Authors: Richard Price
Tags: #Lower East Side (New York; N.Y.), #Police Procedural, #Police, #Mystery & Detective, #Hard-Boiled, #General, #Crime - New York (State) - New York, #Mystery fiction, #Fiction
"That's a needle in a haystack, Chief." Matty in his despair actually starting to enjoy all his negative responses. "All due respect."
"Well, Jesus Christ, the guy lives in sneaker distance of the scene? Then go to his house, get in there and talk to him, rattle his cage, I want more on that gun. We're not done with him yet."
"Chief"-Matty flushed-"hang on, why are we burning bridges here, the guys our only witness and he already hates us. I don't see-"
Ignoring him, Mangold turned to Upshaw. "This is not good. With the press"? This is a problem."
"In terms of that?" the chief of Manhattan d's said softly, as if discussing a patient just out of earshot. "I think we let it die, weather the storm."
Once again that ring of solemn nods, Matty seeing it all: a gag order on the press as of this moment. Then inevitably, after a day or two, a more media-friendly murder, with 90 percent of the detectives he'd commandeered quietly returned to their precincts; leaving Matty in the middle of the room with a cardboard box of 61s and 5s and no backup except, maybe out of pity, Yolonda; everyone else tacitly avoiding him on this one like a landlocked Ahab, like an ass-pain Ancient Mariner, like he had halitosis of the brain.

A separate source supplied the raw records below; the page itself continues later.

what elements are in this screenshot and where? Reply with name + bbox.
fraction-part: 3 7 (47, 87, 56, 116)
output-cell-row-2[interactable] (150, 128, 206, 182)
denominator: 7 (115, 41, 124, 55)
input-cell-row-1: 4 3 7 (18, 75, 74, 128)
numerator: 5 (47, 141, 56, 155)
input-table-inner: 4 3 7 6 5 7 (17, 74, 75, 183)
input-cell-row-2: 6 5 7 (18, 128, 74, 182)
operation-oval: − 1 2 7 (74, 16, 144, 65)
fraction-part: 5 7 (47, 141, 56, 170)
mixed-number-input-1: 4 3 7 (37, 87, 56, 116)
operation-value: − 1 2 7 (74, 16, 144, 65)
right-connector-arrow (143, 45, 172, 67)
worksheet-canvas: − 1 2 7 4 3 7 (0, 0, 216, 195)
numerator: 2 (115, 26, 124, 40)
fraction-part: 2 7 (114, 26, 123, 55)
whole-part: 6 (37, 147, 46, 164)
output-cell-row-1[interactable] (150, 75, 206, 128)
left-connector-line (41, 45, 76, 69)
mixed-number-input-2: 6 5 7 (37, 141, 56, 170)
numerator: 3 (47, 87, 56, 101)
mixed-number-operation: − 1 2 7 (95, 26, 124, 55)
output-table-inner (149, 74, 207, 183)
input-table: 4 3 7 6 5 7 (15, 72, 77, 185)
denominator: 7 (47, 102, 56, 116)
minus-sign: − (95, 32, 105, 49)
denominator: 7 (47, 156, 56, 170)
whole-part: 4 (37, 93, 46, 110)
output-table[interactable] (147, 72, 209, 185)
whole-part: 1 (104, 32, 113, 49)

The ruminative silence that had come down on the conference room was finally broken by Mangold himself, giving Matty his eyes for the second and last time.

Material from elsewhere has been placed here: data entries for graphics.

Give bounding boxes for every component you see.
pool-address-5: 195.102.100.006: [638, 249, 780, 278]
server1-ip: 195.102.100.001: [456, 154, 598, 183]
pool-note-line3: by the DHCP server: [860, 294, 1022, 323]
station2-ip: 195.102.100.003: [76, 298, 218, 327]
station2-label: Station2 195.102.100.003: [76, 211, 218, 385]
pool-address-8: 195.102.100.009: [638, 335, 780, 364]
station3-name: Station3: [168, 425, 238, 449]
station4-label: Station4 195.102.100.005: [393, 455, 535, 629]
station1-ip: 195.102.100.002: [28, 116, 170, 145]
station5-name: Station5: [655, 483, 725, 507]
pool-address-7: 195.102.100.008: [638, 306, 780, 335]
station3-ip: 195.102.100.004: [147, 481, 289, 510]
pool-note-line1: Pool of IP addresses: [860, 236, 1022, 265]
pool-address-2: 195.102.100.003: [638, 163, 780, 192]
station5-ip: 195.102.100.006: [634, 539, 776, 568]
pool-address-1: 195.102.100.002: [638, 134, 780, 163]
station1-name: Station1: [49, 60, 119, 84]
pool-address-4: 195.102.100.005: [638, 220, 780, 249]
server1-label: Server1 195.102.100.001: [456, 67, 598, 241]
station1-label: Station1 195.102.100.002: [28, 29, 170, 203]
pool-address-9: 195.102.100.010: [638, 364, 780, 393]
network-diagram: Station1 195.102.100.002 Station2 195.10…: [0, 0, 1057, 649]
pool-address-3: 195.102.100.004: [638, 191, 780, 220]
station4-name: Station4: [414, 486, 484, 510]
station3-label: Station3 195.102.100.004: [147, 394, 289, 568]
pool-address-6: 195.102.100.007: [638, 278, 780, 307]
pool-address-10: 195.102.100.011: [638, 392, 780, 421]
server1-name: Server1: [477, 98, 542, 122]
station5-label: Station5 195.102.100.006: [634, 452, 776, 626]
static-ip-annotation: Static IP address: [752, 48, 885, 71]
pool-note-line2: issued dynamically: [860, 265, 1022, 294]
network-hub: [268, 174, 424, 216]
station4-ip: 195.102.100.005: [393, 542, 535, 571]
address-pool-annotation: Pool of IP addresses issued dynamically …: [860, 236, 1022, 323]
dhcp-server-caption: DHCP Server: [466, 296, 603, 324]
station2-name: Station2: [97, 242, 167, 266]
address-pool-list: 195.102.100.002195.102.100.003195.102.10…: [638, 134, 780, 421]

"A simple paraffin test," he said dreamily, his voice filled with withering amazement.
Matty found himself levitating into a half crouch, his fingers splayed red and white on the table, and for a swollen second or two it looked like he was going to lower the boom on every boss in the room, lay it all out for Mangold, phone call by phone call, all of them stone -
faced now, reading his mind, but then, but then ... he just ate it, any one of these career-long careerists having enough juice to deep-six his own career, send him to work via the Verrazano and its $7 toll every remaining day of his professional life.
As he sank back into his seat, he could palpably sense the relief behind the facades.

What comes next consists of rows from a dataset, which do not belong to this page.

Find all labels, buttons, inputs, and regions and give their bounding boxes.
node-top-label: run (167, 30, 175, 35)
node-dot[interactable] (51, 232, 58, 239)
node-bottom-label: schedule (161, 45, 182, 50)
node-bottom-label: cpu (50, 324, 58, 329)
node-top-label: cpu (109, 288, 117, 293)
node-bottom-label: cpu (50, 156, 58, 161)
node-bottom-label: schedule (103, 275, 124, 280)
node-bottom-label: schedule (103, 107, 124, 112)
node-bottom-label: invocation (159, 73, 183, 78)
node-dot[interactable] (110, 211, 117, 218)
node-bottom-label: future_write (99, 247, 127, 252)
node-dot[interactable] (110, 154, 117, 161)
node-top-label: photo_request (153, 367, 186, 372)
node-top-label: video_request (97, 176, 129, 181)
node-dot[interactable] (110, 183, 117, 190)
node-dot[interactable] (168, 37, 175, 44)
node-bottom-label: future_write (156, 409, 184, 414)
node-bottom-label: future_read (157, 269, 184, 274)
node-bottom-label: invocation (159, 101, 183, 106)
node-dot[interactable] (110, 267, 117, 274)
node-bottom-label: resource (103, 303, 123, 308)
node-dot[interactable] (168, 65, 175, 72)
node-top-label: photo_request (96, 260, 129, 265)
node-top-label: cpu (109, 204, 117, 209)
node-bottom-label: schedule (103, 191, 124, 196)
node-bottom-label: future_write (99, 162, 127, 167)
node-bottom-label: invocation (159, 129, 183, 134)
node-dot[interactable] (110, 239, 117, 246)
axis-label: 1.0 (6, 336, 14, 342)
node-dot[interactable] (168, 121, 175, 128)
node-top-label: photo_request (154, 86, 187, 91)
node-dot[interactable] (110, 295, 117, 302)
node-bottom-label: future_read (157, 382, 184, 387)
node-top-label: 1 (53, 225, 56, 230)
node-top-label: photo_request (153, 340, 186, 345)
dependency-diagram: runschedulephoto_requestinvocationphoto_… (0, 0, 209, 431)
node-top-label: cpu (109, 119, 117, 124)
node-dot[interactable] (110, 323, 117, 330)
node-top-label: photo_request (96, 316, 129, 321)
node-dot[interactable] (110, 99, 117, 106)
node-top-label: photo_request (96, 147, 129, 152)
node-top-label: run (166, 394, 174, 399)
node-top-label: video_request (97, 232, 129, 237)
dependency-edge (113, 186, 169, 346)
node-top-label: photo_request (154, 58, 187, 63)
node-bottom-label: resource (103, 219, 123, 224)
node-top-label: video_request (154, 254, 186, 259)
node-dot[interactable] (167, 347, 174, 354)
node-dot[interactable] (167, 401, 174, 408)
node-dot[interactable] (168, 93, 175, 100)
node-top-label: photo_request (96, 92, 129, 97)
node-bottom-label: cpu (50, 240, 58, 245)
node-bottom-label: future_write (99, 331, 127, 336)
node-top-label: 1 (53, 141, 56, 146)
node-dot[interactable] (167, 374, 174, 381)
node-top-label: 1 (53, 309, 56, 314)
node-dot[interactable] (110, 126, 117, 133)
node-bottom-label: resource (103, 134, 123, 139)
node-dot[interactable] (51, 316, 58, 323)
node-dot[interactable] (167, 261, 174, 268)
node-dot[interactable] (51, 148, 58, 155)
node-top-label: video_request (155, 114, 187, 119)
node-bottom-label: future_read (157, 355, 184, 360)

Fuck it. At least they all know.
"Look, just go to his place, knock on the door, apologize, and come back," Matty said to Iacone and Mullins, doing his best to follow orders without getting Eric Cash any more agitated than he already was.
"No search?"
"No search. No search." Then, grudgingly adding, "I don't know.
See if he has anything else to say about the gun, but tread light, then get the fuck out of there."
The lieutenant stalked past without looking at him.
Matty waited for Carmody s door to slam, then called a friend in Vice. "Hey. You're gonna get a call from 1PP to do an underage ops on this bar Berkmann's?"
"We did already." "Hit it?"
"No. Got the call. We're going in sometime this week. Tomorrow, day after, like that."
"Look, the owner's a friend to the squad, never gave us trouble, always helped us out, so, I'm just curious, you have any idea who you're sending in?"
The friend from Vice hesitated for a beat, then, "I like this Dominican kid, a cadet still, but done it before."
"Oh yeah? Nice-looking?" Matty grabbed a pen.
"Not really, kind of short, on the chunky side, wears an earring through her left eyebrow."
"No kidding." Jotting this down.
"Has kind of a metallic red dye streak going."
"Kids today, huh?" Matty clucked, still writing. "You'll give me a heads-up before you roll?"
He wasn't exactly sure how this would pay itself back, but with the investigation about to die, having Harry Steele owe him a favor right now seemed like an instinctual good move.
When Eric opened his door, he was not surprised to see that the City of New York wasn't finished with him. He had been sitting on his folded-up futon sofa all morning, just waiting for something like this.
"Eric?" Jimmy Iacone offered his hand "I'm Detective Iacone, big guy here"-chucking a thumb over his shoulder-"is Detective Mullins. And basically we came by to see if you're OK, and you know, again, to extend our apologies for yesterday."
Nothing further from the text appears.